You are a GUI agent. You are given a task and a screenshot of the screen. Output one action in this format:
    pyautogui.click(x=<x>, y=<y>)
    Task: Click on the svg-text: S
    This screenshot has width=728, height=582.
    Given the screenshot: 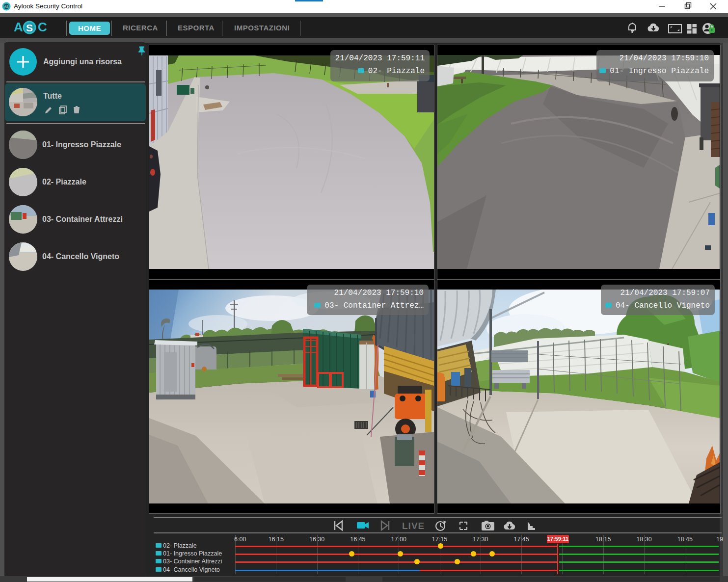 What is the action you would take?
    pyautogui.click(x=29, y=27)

--------------------------------------------------

* **Work request**
Write out exactly the lines from the start of the material through the line with "This screenshot has". No other output is expected.

* **Expected answer**
You are a GUI agent. You are given a task and a screenshot of the screen. Output one action in this format:
    pyautogui.click(x=<x>, y=<y>)
    Task: Click on the svg-text: S
    This screenshot has width=728, height=582.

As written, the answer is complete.